TileZed crashes when I try to run such a lua script:
local map = {
orientation = "orthogonal",
width = 64,
height = 64,
tilewidth = 32,
tileheight = 32,
tilesets = {},
layers = {}
}
I use Tiled 0.8.1

Recommend Projects

  • React photo React

    A declarative, efficient, and flexible JavaScript library for building user interfaces.

  • Vue.js photo Vue.js

    🖖 Vue.js is a progressive, incrementally-adoptable JavaScript framework for building UI on the web.

  • Typescript photo Typescript

    TypeScript is a superset of JavaScript that compiles to clean JavaScript output.
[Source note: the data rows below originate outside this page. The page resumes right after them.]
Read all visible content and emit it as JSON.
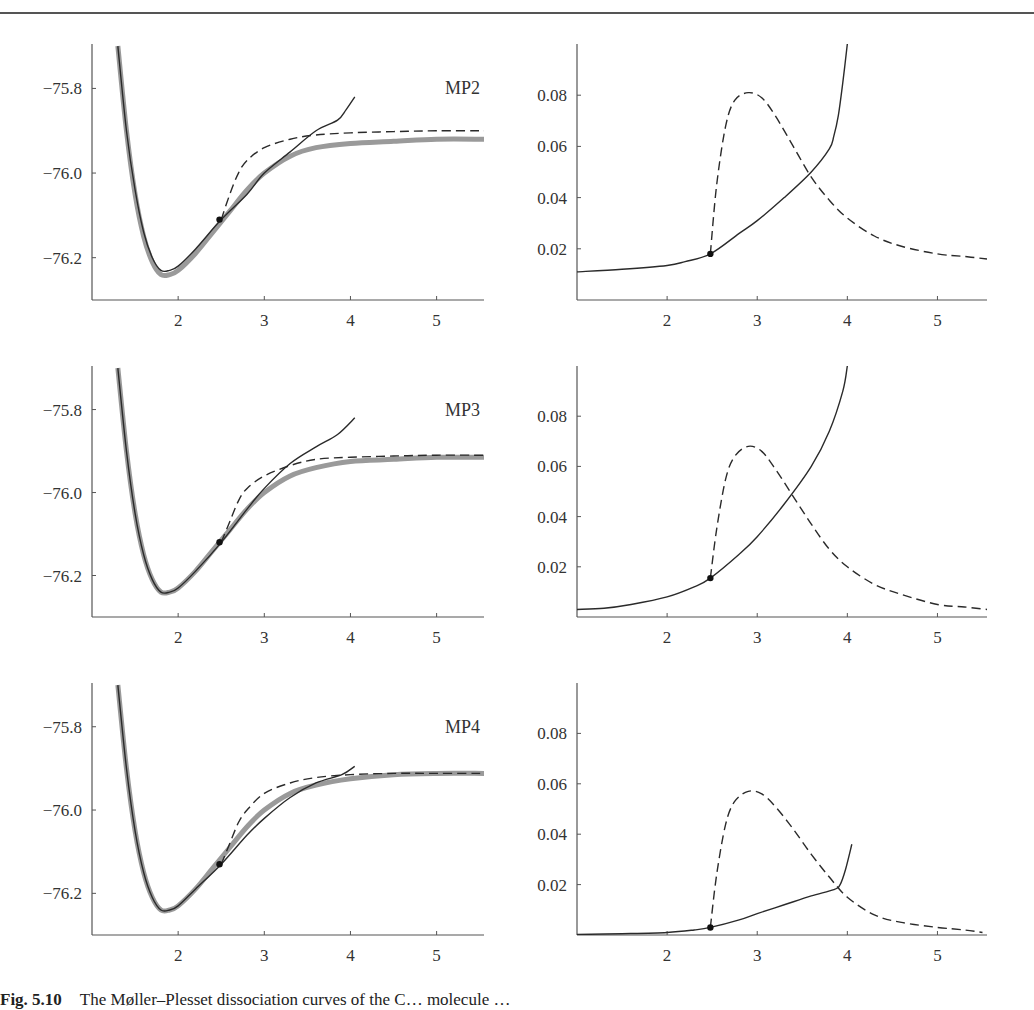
{
  "caption": {
    "label": "Fig. 5.10",
    "text": "The Møller–Plesset dissociation curves of the C… molecule …"
  },
  "colors": {
    "axis": "#555555",
    "solid": "#2a2a2a",
    "dashed": "#2a2a2a",
    "reference": "#9a9a9a",
    "marker": "#111111"
  },
  "chart_data": [
    {
      "type": "line",
      "panel": "MP2-energy",
      "title": "MP2",
      "xlabel": "",
      "ylabel": "",
      "xlim": [
        1.0,
        5.55
      ],
      "ylim": [
        -76.3,
        -75.7
      ],
      "xticks": [
        "2",
        "3",
        "4",
        "5"
      ],
      "yticks": [
        "-75.8",
        "-76.0",
        "-76.2"
      ],
      "series": [
        {
          "name": "reference (gray)",
          "style": "gray-thick",
          "x": [
            1.3,
            1.4,
            1.5,
            1.6,
            1.7,
            1.8,
            1.9,
            2.0,
            2.2,
            2.4,
            2.6,
            2.8,
            3.0,
            3.3,
            3.6,
            4.0,
            4.5,
            5.0,
            5.55
          ],
          "y": [
            -75.7,
            -75.9,
            -76.05,
            -76.15,
            -76.21,
            -76.24,
            -76.24,
            -76.23,
            -76.19,
            -76.14,
            -76.09,
            -76.04,
            -76.0,
            -75.96,
            -75.94,
            -75.93,
            -75.925,
            -75.92,
            -75.92
          ]
        },
        {
          "name": "RHF-based (solid)",
          "style": "solid",
          "x": [
            1.3,
            1.4,
            1.5,
            1.6,
            1.7,
            1.8,
            1.9,
            2.0,
            2.2,
            2.5,
            2.8,
            3.0,
            3.3,
            3.6,
            3.85,
            3.95,
            4.05
          ],
          "y": [
            -75.7,
            -75.9,
            -76.04,
            -76.14,
            -76.2,
            -76.23,
            -76.23,
            -76.22,
            -76.18,
            -76.11,
            -76.05,
            -76.0,
            -75.95,
            -75.9,
            -75.875,
            -75.85,
            -75.82
          ]
        },
        {
          "name": "UHF-based (dashed)",
          "style": "dashed",
          "x": [
            2.5,
            2.6,
            2.7,
            2.8,
            3.0,
            3.3,
            3.6,
            4.0,
            4.5,
            5.0,
            5.55
          ],
          "y": [
            -76.11,
            -76.05,
            -76.0,
            -75.97,
            -75.94,
            -75.92,
            -75.91,
            -75.905,
            -75.902,
            -75.9,
            -75.9
          ]
        }
      ],
      "marker": {
        "x": 2.48,
        "y": -76.11
      }
    },
    {
      "type": "line",
      "panel": "MP2-difference",
      "title": "",
      "xlim": [
        1.0,
        5.55
      ],
      "ylim": [
        0,
        0.1
      ],
      "xticks": [
        "2",
        "3",
        "4",
        "5"
      ],
      "yticks": [
        "0.02",
        "0.04",
        "0.06",
        "0.08"
      ],
      "series": [
        {
          "name": "solid",
          "style": "solid",
          "x": [
            1.0,
            1.5,
            2.0,
            2.2,
            2.48,
            2.8,
            3.0,
            3.3,
            3.6,
            3.8,
            3.85,
            3.9,
            3.95,
            4.0
          ],
          "y": [
            0.011,
            0.012,
            0.0135,
            0.015,
            0.018,
            0.026,
            0.031,
            0.04,
            0.05,
            0.059,
            0.064,
            0.072,
            0.085,
            0.1
          ]
        },
        {
          "name": "dashed",
          "style": "dashed",
          "x": [
            2.48,
            2.55,
            2.65,
            2.75,
            2.9,
            3.05,
            3.2,
            3.4,
            3.6,
            3.8,
            4.0,
            4.3,
            4.6,
            5.0,
            5.3,
            5.55
          ],
          "y": [
            0.018,
            0.045,
            0.068,
            0.078,
            0.081,
            0.079,
            0.072,
            0.06,
            0.048,
            0.039,
            0.032,
            0.025,
            0.021,
            0.018,
            0.017,
            0.016
          ]
        }
      ],
      "marker": {
        "x": 2.48,
        "y": 0.018
      }
    },
    {
      "type": "line",
      "panel": "MP3-energy",
      "title": "MP3",
      "xlim": [
        1.0,
        5.55
      ],
      "ylim": [
        -76.3,
        -75.7
      ],
      "xticks": [
        "2",
        "3",
        "4",
        "5"
      ],
      "yticks": [
        "-75.8",
        "-76.0",
        "-76.2"
      ],
      "series": [
        {
          "name": "reference (gray)",
          "style": "gray-thick",
          "x": [
            1.3,
            1.4,
            1.5,
            1.6,
            1.7,
            1.8,
            1.9,
            2.0,
            2.2,
            2.4,
            2.6,
            2.8,
            3.0,
            3.3,
            3.6,
            4.0,
            4.5,
            5.0,
            5.55
          ],
          "y": [
            -75.7,
            -75.9,
            -76.05,
            -76.15,
            -76.21,
            -76.24,
            -76.24,
            -76.23,
            -76.19,
            -76.14,
            -76.09,
            -76.04,
            -76.0,
            -75.96,
            -75.94,
            -75.925,
            -75.92,
            -75.915,
            -75.915
          ]
        },
        {
          "name": "RHF-based (solid)",
          "style": "solid",
          "x": [
            1.3,
            1.4,
            1.5,
            1.6,
            1.7,
            1.8,
            1.9,
            2.0,
            2.2,
            2.5,
            2.8,
            3.0,
            3.3,
            3.6,
            3.85,
            4.05
          ],
          "y": [
            -75.7,
            -75.9,
            -76.05,
            -76.15,
            -76.21,
            -76.24,
            -76.24,
            -76.23,
            -76.19,
            -76.12,
            -76.04,
            -75.99,
            -75.93,
            -75.89,
            -75.86,
            -75.82
          ]
        },
        {
          "name": "UHF-based (dashed)",
          "style": "dashed",
          "x": [
            2.5,
            2.6,
            2.7,
            2.8,
            3.0,
            3.3,
            3.6,
            4.0,
            4.5,
            5.0,
            5.55
          ],
          "y": [
            -76.12,
            -76.07,
            -76.02,
            -75.99,
            -75.96,
            -75.935,
            -75.92,
            -75.915,
            -75.912,
            -75.91,
            -75.91
          ]
        }
      ],
      "marker": {
        "x": 2.48,
        "y": -76.12
      }
    },
    {
      "type": "line",
      "panel": "MP3-difference",
      "title": "",
      "xlim": [
        1.0,
        5.55
      ],
      "ylim": [
        0,
        0.1
      ],
      "xticks": [
        "2",
        "3",
        "4",
        "5"
      ],
      "yticks": [
        "0.02",
        "0.04",
        "0.06",
        "0.08"
      ],
      "series": [
        {
          "name": "solid",
          "style": "solid",
          "x": [
            1.0,
            1.3,
            1.6,
            2.0,
            2.3,
            2.48,
            2.8,
            3.0,
            3.3,
            3.6,
            3.8,
            3.95,
            4.0
          ],
          "y": [
            0.003,
            0.0035,
            0.005,
            0.008,
            0.012,
            0.0155,
            0.025,
            0.032,
            0.045,
            0.06,
            0.074,
            0.09,
            0.1
          ]
        },
        {
          "name": "dashed",
          "style": "dashed",
          "x": [
            2.48,
            2.55,
            2.65,
            2.75,
            2.9,
            3.05,
            3.2,
            3.4,
            3.6,
            3.8,
            4.0,
            4.3,
            4.6,
            5.0,
            5.3,
            5.55
          ],
          "y": [
            0.0155,
            0.035,
            0.055,
            0.064,
            0.068,
            0.066,
            0.059,
            0.048,
            0.037,
            0.027,
            0.02,
            0.013,
            0.009,
            0.005,
            0.004,
            0.003
          ]
        }
      ],
      "marker": {
        "x": 2.48,
        "y": 0.0155
      }
    },
    {
      "type": "line",
      "panel": "MP4-energy",
      "title": "MP4",
      "xlim": [
        1.0,
        5.55
      ],
      "ylim": [
        -76.3,
        -75.7
      ],
      "xticks": [
        "2",
        "3",
        "4",
        "5"
      ],
      "yticks": [
        "-75.8",
        "-76.0",
        "-76.2"
      ],
      "series": [
        {
          "name": "reference (gray)",
          "style": "gray-thick",
          "x": [
            1.3,
            1.4,
            1.5,
            1.6,
            1.7,
            1.8,
            1.9,
            2.0,
            2.2,
            2.4,
            2.6,
            2.8,
            3.0,
            3.3,
            3.6,
            4.0,
            4.5,
            5.0,
            5.55
          ],
          "y": [
            -75.7,
            -75.9,
            -76.05,
            -76.15,
            -76.21,
            -76.24,
            -76.24,
            -76.23,
            -76.19,
            -76.14,
            -76.09,
            -76.04,
            -76.0,
            -75.96,
            -75.94,
            -75.925,
            -75.915,
            -75.912,
            -75.912
          ]
        },
        {
          "name": "RHF-based (solid)",
          "style": "solid",
          "x": [
            1.3,
            1.4,
            1.5,
            1.6,
            1.7,
            1.8,
            1.9,
            2.0,
            2.2,
            2.5,
            2.8,
            3.0,
            3.3,
            3.6,
            3.9,
            4.05
          ],
          "y": [
            -75.7,
            -75.9,
            -76.05,
            -76.15,
            -76.21,
            -76.24,
            -76.24,
            -76.23,
            -76.19,
            -76.13,
            -76.06,
            -76.02,
            -75.97,
            -75.935,
            -75.915,
            -75.895
          ]
        },
        {
          "name": "UHF-based (dashed)",
          "style": "dashed",
          "x": [
            2.5,
            2.6,
            2.7,
            2.8,
            3.0,
            3.3,
            3.6,
            4.0,
            4.5,
            5.0,
            5.55
          ],
          "y": [
            -76.13,
            -76.08,
            -76.03,
            -76.0,
            -75.96,
            -75.935,
            -75.922,
            -75.915,
            -75.912,
            -75.912,
            -75.912
          ]
        }
      ],
      "marker": {
        "x": 2.48,
        "y": -76.13
      }
    },
    {
      "type": "line",
      "panel": "MP4-difference",
      "title": "",
      "xlim": [
        1.0,
        5.55
      ],
      "ylim": [
        0,
        0.1
      ],
      "xticks": [
        "2",
        "3",
        "4",
        "5"
      ],
      "yticks": [
        "0.02",
        "0.04",
        "0.06",
        "0.08"
      ],
      "series": [
        {
          "name": "solid",
          "style": "solid",
          "x": [
            1.0,
            1.5,
            2.0,
            2.3,
            2.48,
            2.8,
            3.0,
            3.3,
            3.6,
            3.85,
            3.92,
            3.98,
            4.05
          ],
          "y": [
            0.0002,
            0.0005,
            0.001,
            0.002,
            0.003,
            0.006,
            0.0085,
            0.012,
            0.0155,
            0.018,
            0.02,
            0.026,
            0.036
          ]
        },
        {
          "name": "dashed",
          "style": "dashed",
          "x": [
            2.48,
            2.55,
            2.65,
            2.75,
            2.9,
            3.05,
            3.2,
            3.4,
            3.6,
            3.8,
            4.0,
            4.3,
            4.6,
            5.0,
            5.3,
            5.5
          ],
          "y": [
            0.003,
            0.024,
            0.044,
            0.053,
            0.057,
            0.056,
            0.051,
            0.042,
            0.032,
            0.023,
            0.015,
            0.008,
            0.005,
            0.003,
            0.002,
            0.001
          ]
        }
      ],
      "marker": {
        "x": 2.48,
        "y": 0.003
      }
    }
  ]
}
  • TensorFlow photo TensorFlow

    An Open Source Machine Learning Framework for Everyone

  • Django photo Django

    The Web framework for perfectionists with deadlines.

  • D3 photo D3

    Bring data to life with SVG, Canvas and HTML. 📊📈🎉

Recommend Topics

  • javascript

    JavaScript (JS) is a lightweight interpreted programming language with first-class functions.

  • web

    Some thing interesting about web. New door for the world.

  • server

    A server is a program made to process requests and deliver data to clients.

  • Machine learning

    Machine learning is a way of modeling and interpreting data that allows a piece of software to respond intelligently.

  • Game

    Some thing interesting about game, make everyone happy.

Recommend Org

  • Facebook photo Facebook

    We are working to build community through open source technology. NB: members must have two-factor auth.

  • Microsoft photo Microsoft

    Open source projects and samples from Microsoft.

  • Google photo Google

    Google ❤️ Open Source for everyone.

  • D3 photo D3

    Data-Driven Documents codes.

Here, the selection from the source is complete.